LYMErix suffered from actual or imagined side-effects that led to lawsuits, which were a factor in GSK discontinuing it. From https://www.ncbi.nlm.nih.gov/pmc/articles/PMC2870557/

"Spawned by the press coverage of vaccine risks and the ongoing litigation, vaccine sales fell off dramatically in 2001. "

there's at least one new vaccine in development http://www.valneva.com/en/rd/vla15

Aside from the rare negative effects, the major issues with it were the efficacy of around 80% and that it interfered with Lyme tests. (All of the people that took the vaccine test positive for Lyme Disease.) This uncertainty made it challenging to know the cause of future illness.
And only 80% effective means you still need to take all precautions like DEET and such.
Strangely enough you can get your dog vaccinated but not yourself.

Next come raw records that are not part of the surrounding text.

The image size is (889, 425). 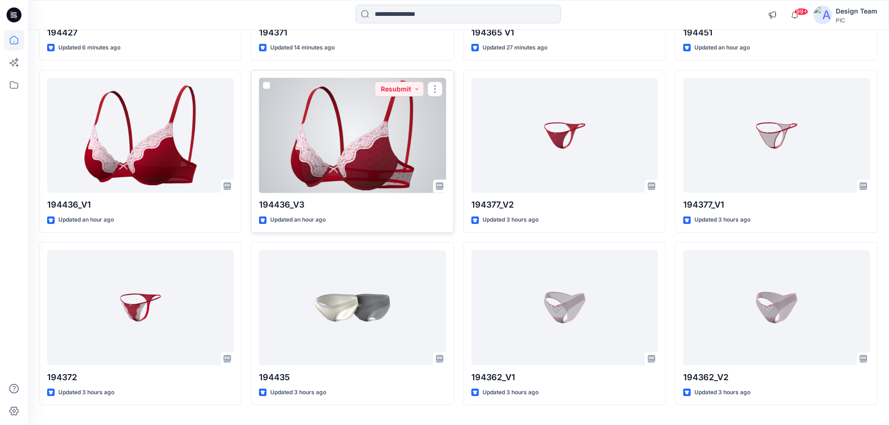 What do you see at coordinates (140, 205) in the screenshot?
I see `p: 194436_V1` at bounding box center [140, 205].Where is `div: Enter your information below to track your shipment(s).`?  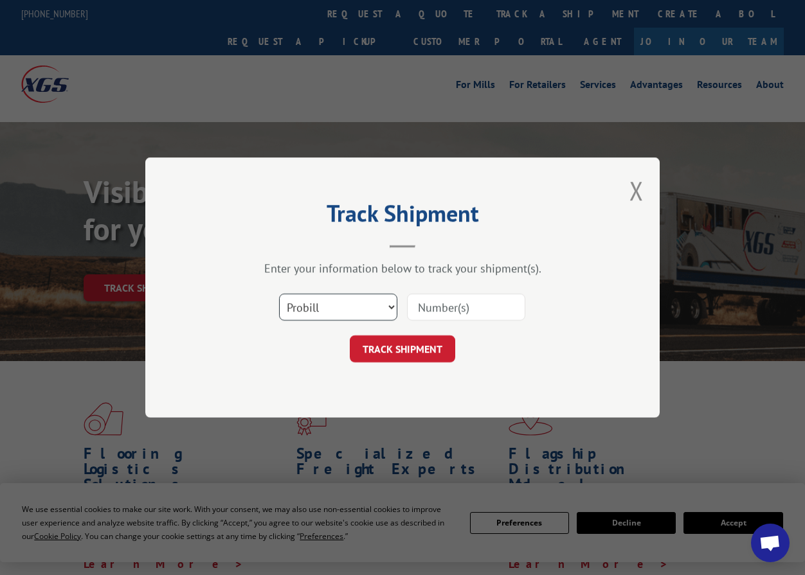 div: Enter your information below to track your shipment(s). is located at coordinates (402, 268).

>As of December 2016, a Phase I clinical trial was announced for a new candidate vaccine developed by the French company Valneva. The vaccine is similar to the SmithKlineBeecham product, but the vaccine is multivalent, targeting six Borrelia OspA serotypes. The trial will test vaccine safety, and a later Phase II trial will test efficacy.[xi] Baxter, an Austrian company, had previously tested another vaccine candidate in a combined Phase I/II trial, but the company seems to have abandoned development.[xii]

http://www.valneva.com/en/rd/vla15

Safety standards for animals are lower.
And higher risk to play outdoors all the time unprotected, and different methabolism.
Does the fda have jurisdiction over animal drugs? I’m surprised they’d do an official clinical trial.
Yes, the FDA approves animal drugs as well.